Pac, Violet and Candy squeegee car windows for their daily bread and live on the streets of a New York City that is being torn apart as two mayors fight it out for control after a disputed election. Candy, the patriarch of this makeshift family, comes back with the missing part for their television (which he guards like a child). He turns it on, and they see the Second Mayor, the “people’s mayor,” issue a call for her supporters to fight. Part-time hustler Pac, obsessed with both his pet rats and making his way to the Pacific Ocean, tells Candy and Violet, Candy’s “wife” who wants nothing more than to marry Candy for real and live in a nice clean little house, that he has discovered an abandoned Winnebago: it’s their opportunity to get to California.
But it turns out that the Second Mayor is a fugitive, and the First Mayor’s forces have sealed off New York until they find her. In the meantime, Candy seduces both Pac and Violet, playing one against the other over and over again. As the city descends into anarchy and riots, the order of the day becomes finding gas for the Winnebago before the parking authority, running amok as the First Mayor’s deputies, finds it and tows it, or before the fires that have started burning across the city reach them.
As conditions deteriorate, Candy, Pac and Violet seem trapped in their own little battles, but when Pac’s rats die, seemingly at Violet’s hands, Pac breaks free, taking the Winnebago.

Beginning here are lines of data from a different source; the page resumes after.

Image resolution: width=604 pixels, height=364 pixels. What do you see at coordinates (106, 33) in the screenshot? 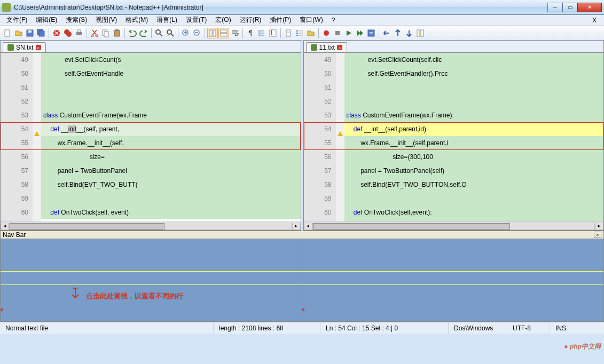
I see `copy-icon` at bounding box center [106, 33].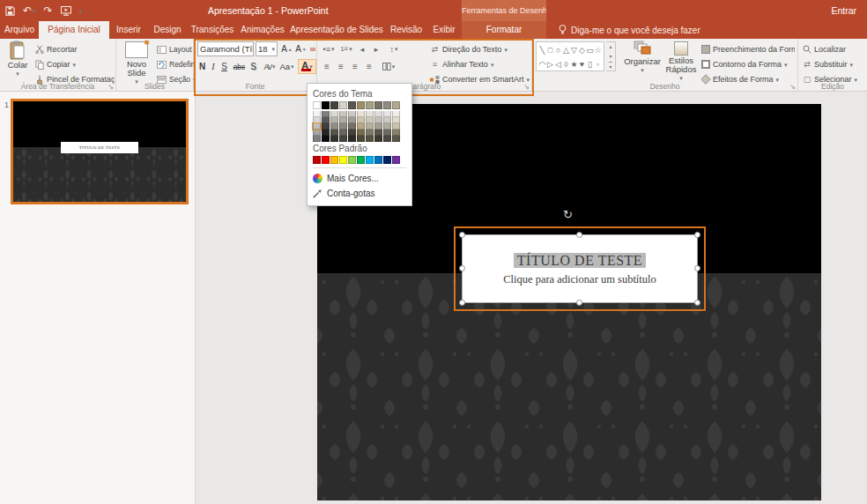 This screenshot has height=504, width=867. I want to click on resize-handle-e, so click(698, 268).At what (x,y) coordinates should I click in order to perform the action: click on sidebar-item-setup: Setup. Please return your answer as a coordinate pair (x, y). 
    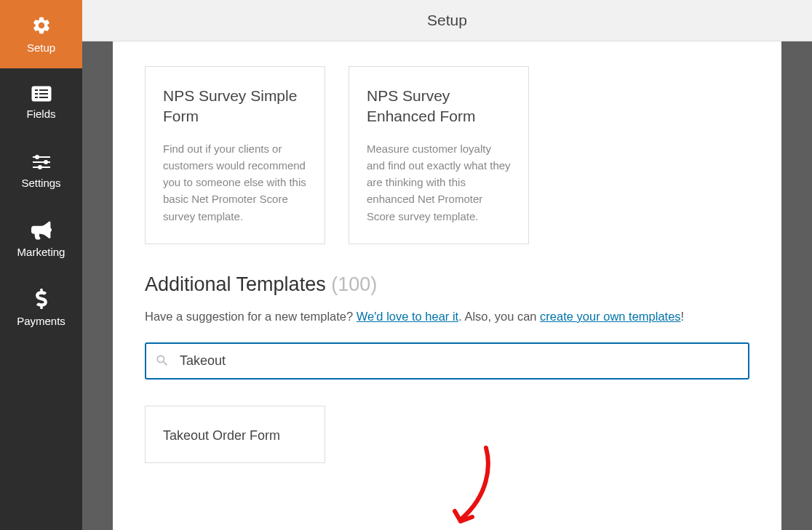
    Looking at the image, I should click on (41, 34).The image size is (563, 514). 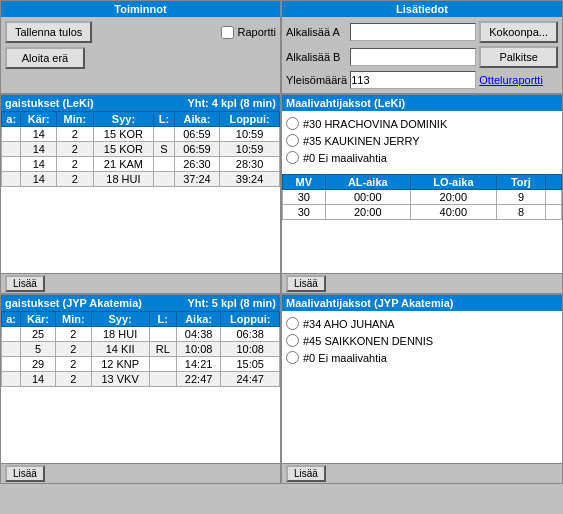 I want to click on col-kar: Kär:, so click(x=39, y=120).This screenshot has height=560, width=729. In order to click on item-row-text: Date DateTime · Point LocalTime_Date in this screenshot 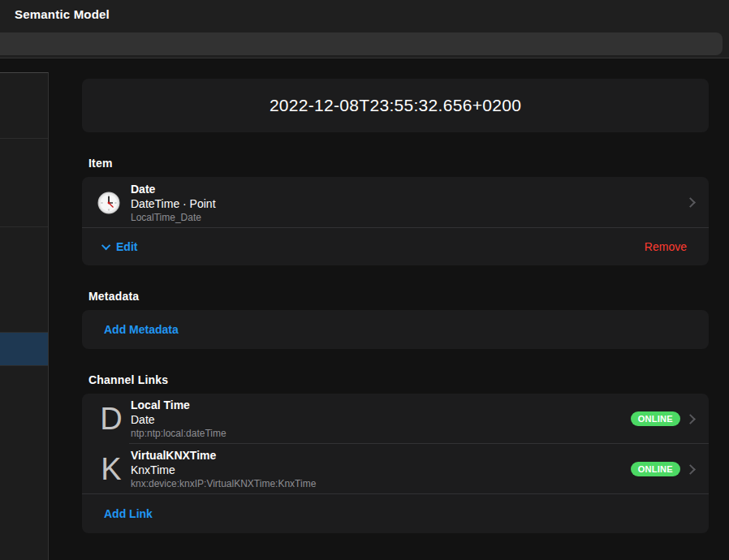, I will do `click(406, 203)`.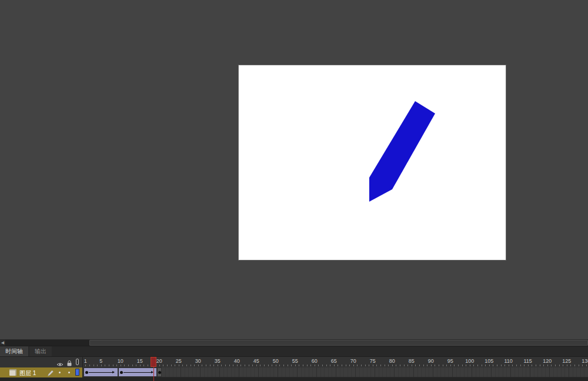 Image resolution: width=588 pixels, height=381 pixels. Describe the element at coordinates (339, 343) in the screenshot. I see `scrollbar-thumb` at that location.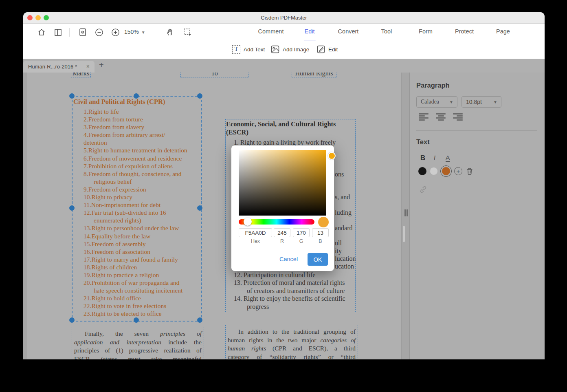  What do you see at coordinates (284, 18) in the screenshot?
I see `window-title: Cisdem PDFMaster` at bounding box center [284, 18].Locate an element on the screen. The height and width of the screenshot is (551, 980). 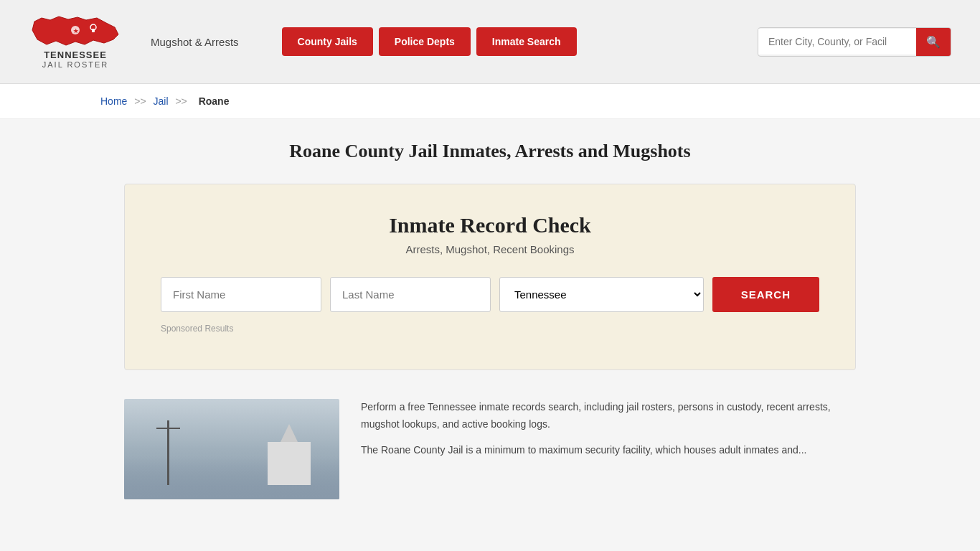
logo-text: TENNESSEE JAIL ROSTER is located at coordinates (76, 59).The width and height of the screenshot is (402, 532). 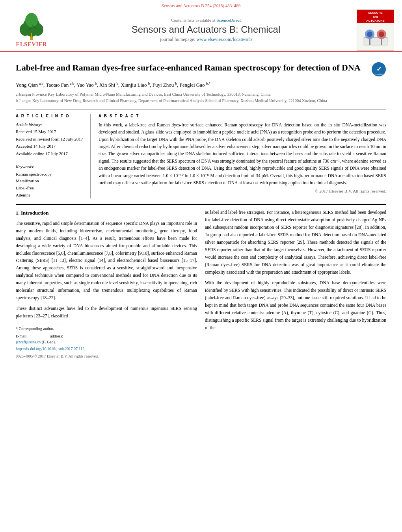 I want to click on article-title-section: Label-free and Raman dyes-free surface-e…, so click(x=201, y=67).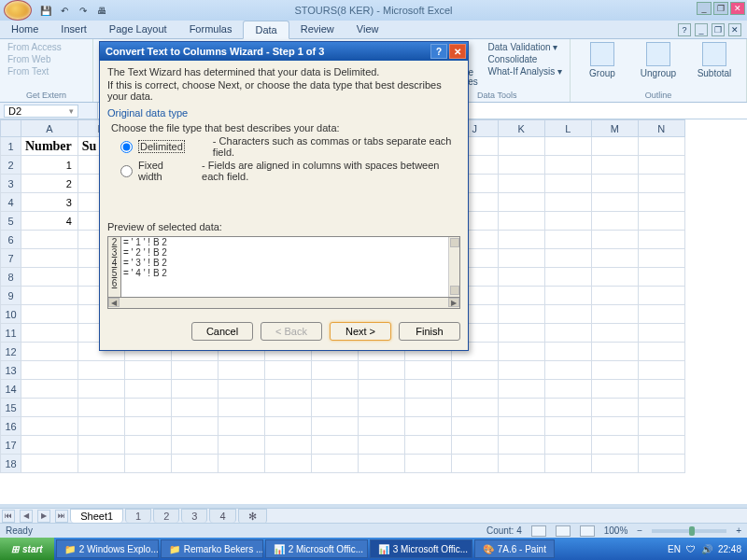 The height and width of the screenshot is (560, 747). Describe the element at coordinates (738, 8) in the screenshot. I see `close-button: ✕` at that location.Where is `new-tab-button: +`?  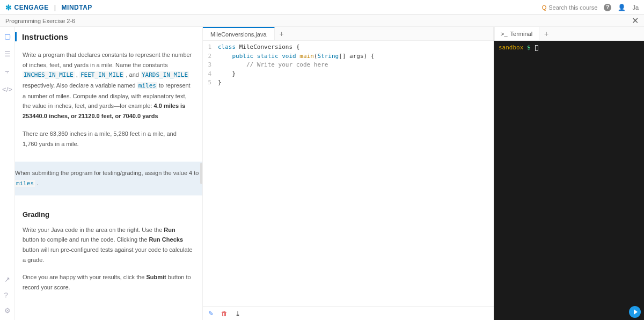 new-tab-button: + is located at coordinates (282, 33).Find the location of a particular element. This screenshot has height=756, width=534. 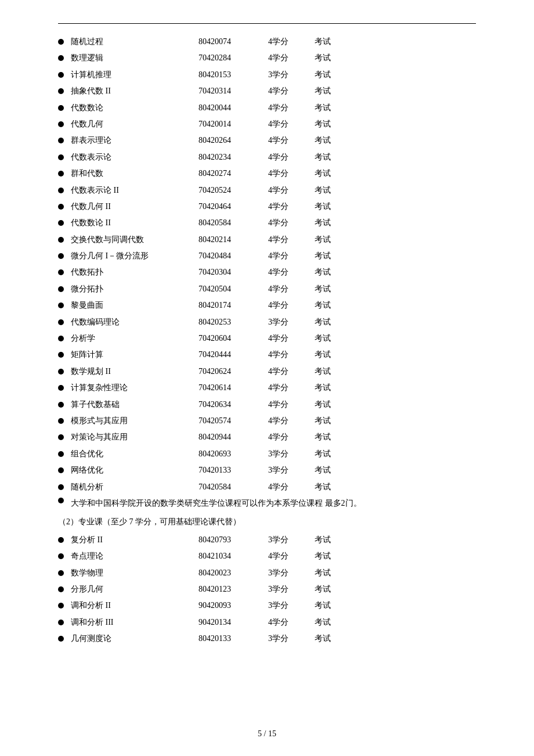

top-divider is located at coordinates (267, 23).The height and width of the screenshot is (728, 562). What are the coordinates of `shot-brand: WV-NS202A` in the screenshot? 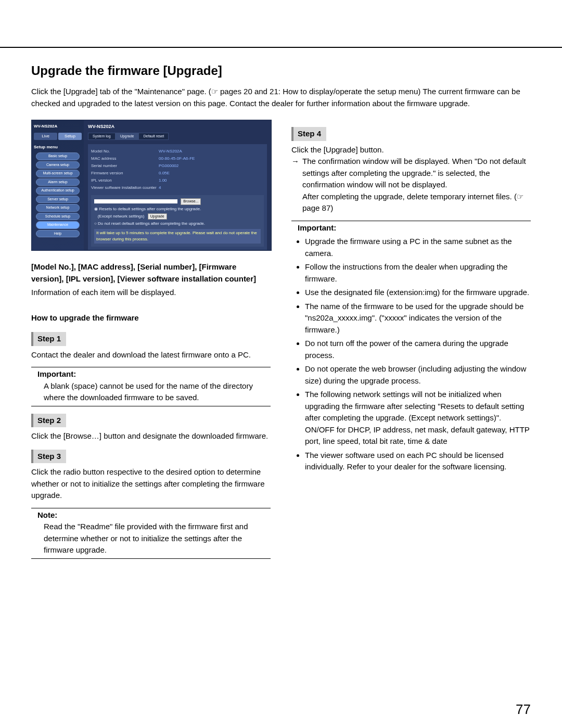 It's located at (58, 126).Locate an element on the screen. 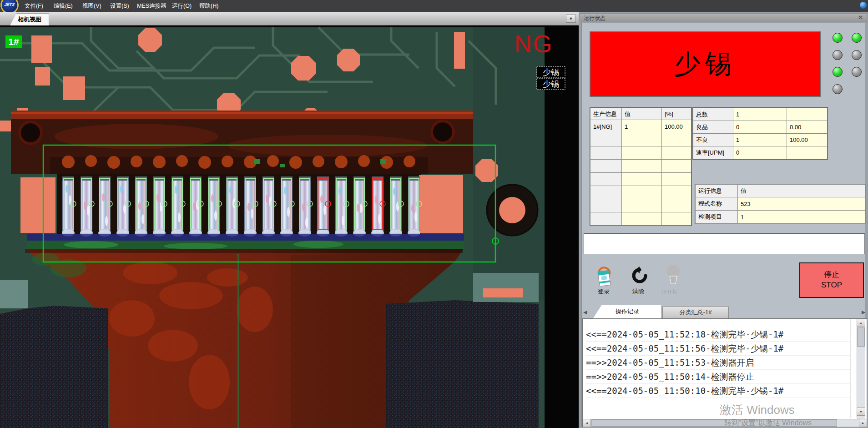  solder-mask-band is located at coordinates (246, 237).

Candy tears up Violet’s precious wedding invitations, telling Violet that there never will be a wedding. The TV turns itself on, and as Candy and Violet descend into their own personal darkness, the First Mayor reassures them, over the television, that she’ll do whatever it takes—including the scorching the entire landscape—to capture and punish the fugitive Second Mayor and restore their beautiful city.